Relationship Accountability and the Rise of Ghosting - Deepstash
Relationship Accountability and the Rise of Ghosting

Relationship Accountability and the Rise of Ghosting

Curated from: estherperel.com

Ideas, facts & insights covering these topics:

4 ideas

·

6.02K reads

25

Explore the World's Best Ideas

Join today and uncover 100+ curated journeys from 50+ topics. Unlock access to our mobile app with extensive features.

The new relationships norms

The new relationships norms

There are new trends in the intimate relationship landscape. We want to maintain unclear relationships - too afraid to be alone, but unwilling to fully engage in intimacy building.

This stable ambiguity inevitably creates an atmosphere where at least one person feels constant uncertainty, and neither person feels really appreciated or nurtured.

351

1.62K reads

Relationships terms

  • Ghosting: Stopping communications suddenly and completely with someone you are dating, but no longer want to date. You cannot face the pain you will inflict, so you make it invisible by disappearing.
  • Icing: Making up a reason to prolong the relationship. "I'm too busy." You want the person to hang on and be there if you change your mind.
  • Simmering: Reducing the frequency of dates and communication. You know it isn't working, but you like the security of the relationship while you browse other options.
  • Power parting: You know it isn't working and end the relationship conclusively. "This isn't working for me. Thank you for sharing your world. I enjoyed our time together and wish you all my best."

444

1.55K reads

Bringing back relationship accountability

Ghosting, icing, and simmering are manifesting the decline of empathy in our society. This encourages selfishness in one party without regard to the consequences of others.

Try to end relationships respectfully and conclusively, even when they were short in duration. Act with kindness and integrity. This allows both parties to enter another relationship with a clear head rather than with insecurity.

362

1.23K reads

Final conversation ideas

  • "Thank you for what I’ve experienced with you."
  • "This is what I take with me, from you."
  • "This is what I want you to take with you, from me."
  • "This is what I wish for you in the future."

376

1.61K reads

IDEAS CURATED BY

emil_ftw

Relationships need work. I study how to be good at it.
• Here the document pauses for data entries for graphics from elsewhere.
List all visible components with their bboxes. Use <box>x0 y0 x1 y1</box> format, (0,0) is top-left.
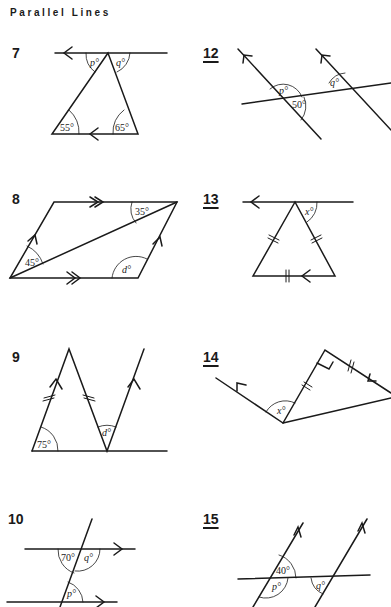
q8-angle-35: 35° <box>135 206 149 217</box>
q10-angle-q: q° <box>84 552 93 563</box>
figure-q9 <box>32 349 167 451</box>
figure-q8 <box>10 197 177 284</box>
q9-angle-d: d° <box>102 427 111 438</box>
q8-angle-d: d° <box>122 264 131 275</box>
q15-angle-q: q° <box>316 580 325 591</box>
q12-angle-50: 50° <box>292 99 306 110</box>
figure-q14 <box>216 350 391 423</box>
q10-angle-70: 70° <box>61 552 75 563</box>
q12-angle-q: q° <box>330 77 339 88</box>
q8-angle-45: 45° <box>25 257 39 268</box>
q7-angle-q: q° <box>116 57 125 68</box>
q15-angle-40: 40° <box>276 565 290 576</box>
q12-angle-p: p° <box>278 85 288 96</box>
q9-angle-75: 75° <box>37 439 51 450</box>
q10-angle-p: p° <box>66 588 76 599</box>
figures-canvas: p° q° 55° 65° p° 50° q° 35° 45° d° x° 75… <box>0 0 391 607</box>
q14-angle-x: x° <box>276 405 285 416</box>
q7-angle-55: 55° <box>60 122 74 133</box>
figure-q12 <box>238 49 391 139</box>
figure-q13 <box>243 196 353 282</box>
q15-angle-p: p° <box>271 581 281 592</box>
q7-angle-65: 65° <box>115 122 129 133</box>
q7-angle-p: p° <box>89 57 99 68</box>
q13-angle-x: x° <box>304 206 313 217</box>
figure-q15 <box>238 519 370 607</box>
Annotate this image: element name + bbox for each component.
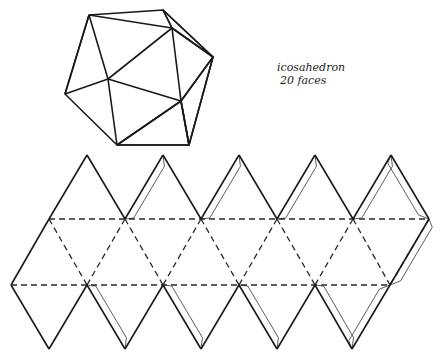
edge <box>181 101 189 145</box>
cut-edge <box>315 155 353 219</box>
icosahedron-diagram <box>0 0 447 364</box>
figure-title: icosahedron <box>277 61 345 74</box>
cut-edge <box>353 155 391 219</box>
cut-lines <box>11 155 429 349</box>
face-count-label: 20 faces <box>280 74 326 87</box>
edge <box>108 28 172 79</box>
fold-lines <box>11 219 429 285</box>
edge <box>89 15 172 28</box>
edge <box>108 79 181 101</box>
cut-edge <box>315 285 352 349</box>
fold-diagonal <box>49 219 87 285</box>
edge <box>65 15 89 94</box>
cut-edge <box>163 285 201 349</box>
cut-edge <box>125 155 163 219</box>
fold-diagonal <box>239 219 277 285</box>
cut-edge <box>87 155 125 219</box>
edge <box>117 101 181 145</box>
edge <box>163 10 172 28</box>
edge <box>108 79 117 145</box>
diagram-canvas: icosahedron 20 faces <box>0 0 447 364</box>
cut-edge <box>239 285 277 349</box>
fold-diagonal <box>315 219 353 285</box>
fold-diagonal <box>125 219 163 285</box>
edge <box>172 28 213 57</box>
cut-edge <box>277 285 315 349</box>
cut-edge <box>49 285 87 349</box>
cut-edge <box>11 285 49 349</box>
cut-edge <box>201 155 239 219</box>
cut-edge-right <box>390 219 429 285</box>
cut-edge <box>277 155 315 219</box>
fold-diagonal <box>277 219 315 285</box>
cut-edge <box>391 155 429 219</box>
outline-edge <box>65 10 213 145</box>
fold-diagonal <box>87 219 125 285</box>
fold-diagonal <box>201 219 239 285</box>
edge <box>172 28 181 101</box>
cut-edge <box>201 285 239 349</box>
edge <box>89 15 108 79</box>
edge <box>65 79 108 94</box>
cut-edge <box>87 285 125 349</box>
edge <box>181 57 213 101</box>
fold-diagonal <box>353 219 390 285</box>
cut-edge <box>352 285 390 349</box>
fold-diagonal <box>163 219 201 285</box>
cut-edge <box>239 155 277 219</box>
cut-edge-left <box>11 219 49 285</box>
cut-edge <box>125 285 163 349</box>
cut-edge <box>49 155 87 219</box>
icosahedron-3d-view <box>65 10 213 145</box>
cut-edge <box>163 155 201 219</box>
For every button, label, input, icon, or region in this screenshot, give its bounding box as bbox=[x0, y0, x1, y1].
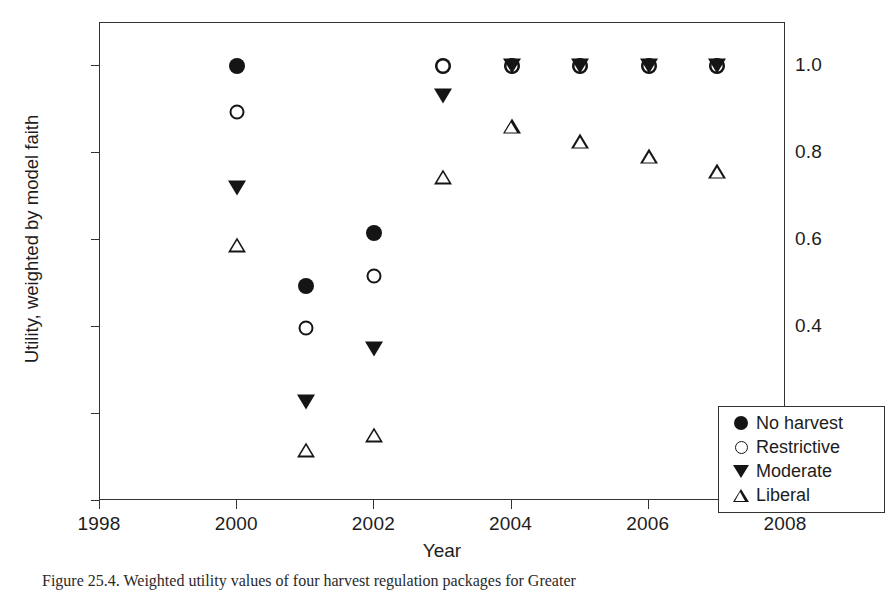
x-tick-label: 2006 bbox=[603, 513, 693, 535]
legend-item-label: Liberal bbox=[756, 485, 810, 506]
data-point bbox=[228, 180, 246, 195]
data-point bbox=[641, 58, 657, 74]
legend-item-moderate[interactable]: Moderate bbox=[719, 459, 884, 483]
legend-item-restrictive[interactable]: Restrictive bbox=[719, 435, 884, 459]
data-point bbox=[640, 149, 658, 164]
data-point bbox=[641, 59, 656, 74]
x-tick-label: 2002 bbox=[328, 513, 418, 535]
open-triangle-up-icon bbox=[730, 489, 752, 502]
data-point bbox=[366, 225, 382, 241]
filled-triangle-down-icon bbox=[730, 465, 752, 478]
x-tick-label: 2008 bbox=[740, 513, 830, 535]
data-point bbox=[228, 237, 246, 252]
data-point bbox=[708, 59, 726, 74]
data-point bbox=[436, 59, 451, 74]
filled-circle-icon bbox=[730, 416, 752, 430]
y-axis-title: Utility, weighted by model faith bbox=[21, 39, 43, 439]
data-point bbox=[572, 58, 588, 74]
x-tick-mark bbox=[511, 500, 512, 509]
data-point bbox=[297, 395, 315, 410]
data-markers-layer bbox=[100, 23, 784, 143]
legend: No harvestRestrictiveModerateLiberal bbox=[718, 406, 885, 513]
data-point bbox=[709, 58, 725, 74]
legend-item-label: No harvest bbox=[756, 413, 843, 434]
x-tick-label: 2000 bbox=[191, 513, 281, 535]
legend-item-no-harvest[interactable]: No harvest bbox=[719, 411, 884, 435]
data-point bbox=[298, 321, 313, 336]
data-point bbox=[708, 164, 726, 179]
data-point bbox=[573, 59, 588, 74]
figure-caption: Figure 25.4. Weighted utility values of … bbox=[42, 572, 782, 590]
data-point bbox=[367, 268, 382, 283]
data-point bbox=[503, 59, 521, 74]
data-point bbox=[297, 442, 315, 457]
data-point bbox=[434, 89, 452, 104]
data-point bbox=[571, 134, 589, 149]
data-point bbox=[365, 427, 383, 442]
plot-area: No harvestRestrictiveModerateLiberal bbox=[99, 22, 785, 500]
x-tick-mark bbox=[236, 500, 237, 509]
data-point bbox=[298, 278, 314, 294]
data-point bbox=[434, 169, 452, 184]
legend-item-label: Restrictive bbox=[756, 437, 840, 458]
x-tick-label: 2004 bbox=[466, 513, 556, 535]
data-point bbox=[230, 104, 245, 119]
data-point bbox=[365, 342, 383, 357]
data-point bbox=[504, 58, 520, 74]
data-point bbox=[571, 59, 589, 74]
open-circle-icon bbox=[730, 441, 752, 454]
x-tick-label: 1998 bbox=[54, 513, 144, 535]
x-tick-mark bbox=[99, 500, 100, 509]
x-tick-mark bbox=[648, 500, 649, 509]
legend-item-label: Moderate bbox=[756, 461, 832, 482]
data-point bbox=[503, 119, 521, 134]
data-point bbox=[435, 58, 451, 74]
data-point bbox=[504, 59, 519, 74]
legend-item-liberal[interactable]: Liberal bbox=[719, 483, 884, 507]
data-point bbox=[710, 59, 725, 74]
x-axis-title: Year bbox=[99, 540, 785, 562]
data-point bbox=[229, 58, 245, 74]
x-tick-mark bbox=[373, 500, 374, 509]
data-point bbox=[640, 59, 658, 74]
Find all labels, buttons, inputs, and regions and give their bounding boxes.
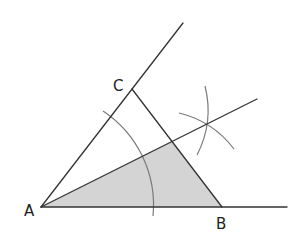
diagram-svg: A B C: [0, 0, 304, 245]
shaded-triangle: [41, 141, 222, 207]
label-b: B: [216, 215, 226, 233]
geometry-diagram: A B C: [0, 0, 304, 245]
label-a: A: [24, 202, 35, 220]
label-c: C: [113, 77, 123, 95]
construction-arc-from-ab: [179, 113, 234, 149]
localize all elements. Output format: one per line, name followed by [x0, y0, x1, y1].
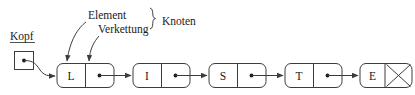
annotation-group: Element Verkettung Knoten	[67, 8, 196, 61]
annotation-arrow-verkettung	[89, 36, 99, 61]
node-value: L	[67, 70, 74, 82]
list-node: L	[57, 64, 131, 88]
annotation-label-element: Element	[88, 9, 127, 21]
node-value: E	[369, 70, 376, 82]
node-value: T	[295, 70, 302, 82]
linked-list-diagram: Kopf Element Verkettung Knoten L	[0, 0, 415, 95]
list-node: T	[285, 64, 358, 88]
node-box	[360, 64, 412, 88]
knoten-brace	[150, 8, 156, 29]
annotation-label-knoten: Knoten	[162, 15, 196, 27]
head-group: Kopf	[10, 30, 55, 76]
list-node-last: E	[360, 64, 412, 88]
annotation-label-verkettung: Verkettung	[98, 23, 149, 36]
annotation-arrow-element	[67, 22, 86, 61]
list-node: I	[133, 64, 207, 88]
node-value: I	[145, 70, 149, 82]
head-label: Kopf	[10, 30, 34, 43]
list-node: S	[209, 64, 283, 88]
node-value: S	[220, 70, 226, 82]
Emiliano L.'s ideas are part of this journey:

The Definitive Guide to Hygge

Learn more about loveandrelationships with this collection

How to create a cosy and comfortable home environment

How to cultivate a sense of gratitude and contentment

The benefits of slowing down and enjoying simple pleasures

Related collections

Read & Learn

20x Faster

without
deepstash

with
deepstash

with

deepstash

Personalized microlearning

100+ Learning Journeys

Access to 200,000+ ideas

Access to the mobile app

Unlimited idea saving

Unlimited history

Unlimited listening to ideas

Downloading & offline access

Supercharge your mind with one idea per day

Enter your email and spend 1 minute every day to learn something new.